305278_10150359822245140_747470139_10190432_242988494_nShilpa Jain is currently rooting herself in Oakland/Berkeley, CA, where she serves as the Executive Director of YES!.  YES! works with social changemakers at the meeting point of internal, interpersonal and systemic change, and aims to co-create thriving, just and balanced ways of life for all.  Prior to taking on this role, Shilpa spent two years as the Education and Outreach Coordinator of Other Worlds and ten years as a learning activist with Shikshantar: The Peoples’ Institute for Rethinking Education and Development, based in Udaipur, India, where she served as coordinator of the Swapathgami (Walkouts-Walkons) Network. She has researched and written numerous books and articles and facilitated dozens of transformative leadership gatherings with hundreds of young leaders from over 50 countries. She is passionate about dance and music, organic and natural farming, upcycling and zero waste living, asking appreciative questions and being in community.
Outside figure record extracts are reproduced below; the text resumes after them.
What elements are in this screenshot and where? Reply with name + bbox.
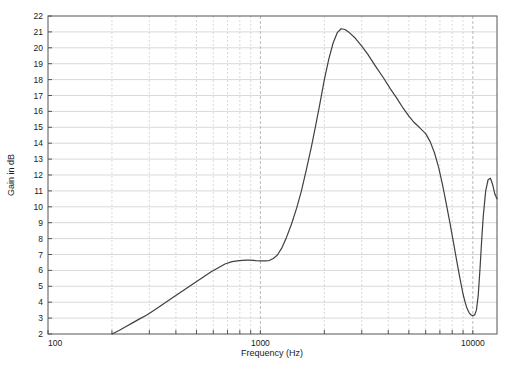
y-tick-label: 12 <box>34 170 44 180</box>
y-axis-title: Gain in dB <box>6 154 16 196</box>
y-tick-label: 22 <box>34 11 44 21</box>
y-tick-label: 13 <box>34 154 44 164</box>
chart-figure: 2345678910111213141516171819202122 10010… <box>0 0 512 370</box>
y-axis-ticks <box>48 16 52 334</box>
y-tick-label: 14 <box>34 138 44 148</box>
y-tick-label: 6 <box>38 265 43 275</box>
y-tick-label: 3 <box>38 313 43 323</box>
y-tick-label: 15 <box>34 122 44 132</box>
y-tick-label: 7 <box>38 250 43 260</box>
y-tick-label: 19 <box>34 59 44 69</box>
frequency-response-plot: 2345678910111213141516171819202122 10010… <box>0 0 512 370</box>
y-tick-label: 17 <box>34 91 44 101</box>
y-tick-label: 16 <box>34 106 44 116</box>
y-tick-label: 5 <box>38 281 43 291</box>
y-tick-label: 21 <box>34 27 44 37</box>
y-tick-label: 18 <box>34 75 44 85</box>
x-tick-label: 1000 <box>251 338 270 348</box>
y-tick-label: 11 <box>34 186 43 196</box>
x-axis-title: Frequency (Hz) <box>241 348 303 358</box>
x-tick-label: 10000 <box>461 338 485 348</box>
y-tick-label: 2 <box>38 329 43 339</box>
y-tick-label: 4 <box>38 297 43 307</box>
y-tick-label: 9 <box>38 218 43 228</box>
y-tick-label: 10 <box>34 202 44 212</box>
x-tick-label: 100 <box>48 338 62 348</box>
x-axis-ticks <box>48 330 473 334</box>
y-tick-label: 8 <box>38 234 43 244</box>
y-tick-label: 20 <box>34 43 44 53</box>
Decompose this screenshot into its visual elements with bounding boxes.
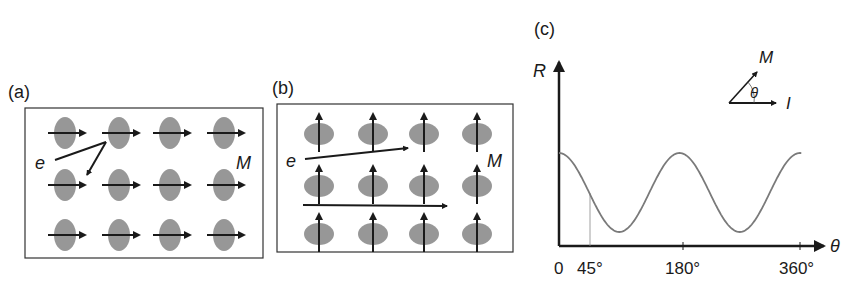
spin-atom [462,114,492,152]
tick-label-45: 45° [577,259,603,278]
spin-atom [102,219,139,251]
spin-lattice-b [304,114,492,252]
panel-a: (a) e M [8,82,263,258]
y-axis-label: R [533,61,546,81]
inset-i-label: I [786,94,791,113]
inset-m-label: M [759,48,774,67]
electron-label-b: e [286,151,296,171]
spin-atom [153,219,190,251]
panel-c: (c) R θ 0 45° 180° 360° M θ I [533,19,840,278]
spin-atom [462,166,492,204]
spin-atom [462,214,492,252]
figure-canvas: (a) e M (b) e M (c) R θ 0 45° 180° 360° [0,0,859,296]
magnetization-label-b: M [487,151,502,171]
tick-label-0: 0 [554,259,563,278]
spin-atom [409,166,439,204]
spin-atom [358,114,388,152]
spin-atom [207,169,244,201]
spin-atom [48,169,85,201]
inset-theta-label: θ [750,84,758,101]
spin-atom [102,169,139,201]
tick-label-180: 180° [665,259,700,278]
x-axis-label: θ [830,236,840,256]
spin-atom [358,214,388,252]
electron-label-a: e [35,153,45,173]
electron-path-lower [303,205,447,206]
magnetization-label-a: M [236,153,251,173]
resistance-curve [559,153,801,232]
spin-lattice-a [48,117,244,251]
spin-atom [102,117,139,149]
spin-atom [207,117,244,149]
spin-atom [48,117,85,149]
spin-atom [153,169,190,201]
spin-atom [304,166,334,204]
spin-atom [304,114,334,152]
spin-atom [48,219,85,251]
tick-label-360: 360° [779,259,814,278]
spin-atom [409,114,439,152]
panel-a-label: (a) [8,82,30,102]
panel-c-label: (c) [534,19,555,39]
spin-atom [409,214,439,252]
spin-atom [207,219,244,251]
panel-b-label: (b) [272,78,294,98]
angle-inset: M θ I [729,48,791,113]
electron-path-upper [305,148,408,159]
spin-atom [153,117,190,149]
spin-atom [304,214,334,252]
spin-atom [358,166,388,204]
panel-b: (b) e M [272,78,513,252]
Dates, venue and contribution

The Jam will be held from the afternoon of Tuesday, April 7, until the morning of Sunday, April 12, at Appalachian South Folklife Center, a retreat center in Pipestem, WV (just outside of Charleston, WV). It is a naturally beautiful place, away from the hustle-bustle of modern life, both inspiring and rejuvenating — http://www.folklifecenter.org/

The total costs of the Jam are $600 per participant ($250 for food, lodging and transport; $350 for program costs of organizing and facilitator honorarium, materials, supplies).  We ask that participants make and cover their own travel arrangements and also consider contributing a minimum of $250 toward their food and accommodation. We were able to do some fundraising to bring the costs down to this rate.  However, we also realize that this is still a significant amount for many people, and we do not want money to be an impediment to your participation. So if you are able to contribute more, wonderful! The extra amount will go towards our scholarship pool. Even if you are not able to contribute as much, we definitely want you, too! We can work out scholarships and/or work-trade arrangements as needed. Just let us know.

Also, we welcome children to the Jam; we love having whole families sharing the Jam experience.  We will work out the costs of childcare and additional expenses with you!

 

Apply today!  Our final application deadline is February 20, 2015.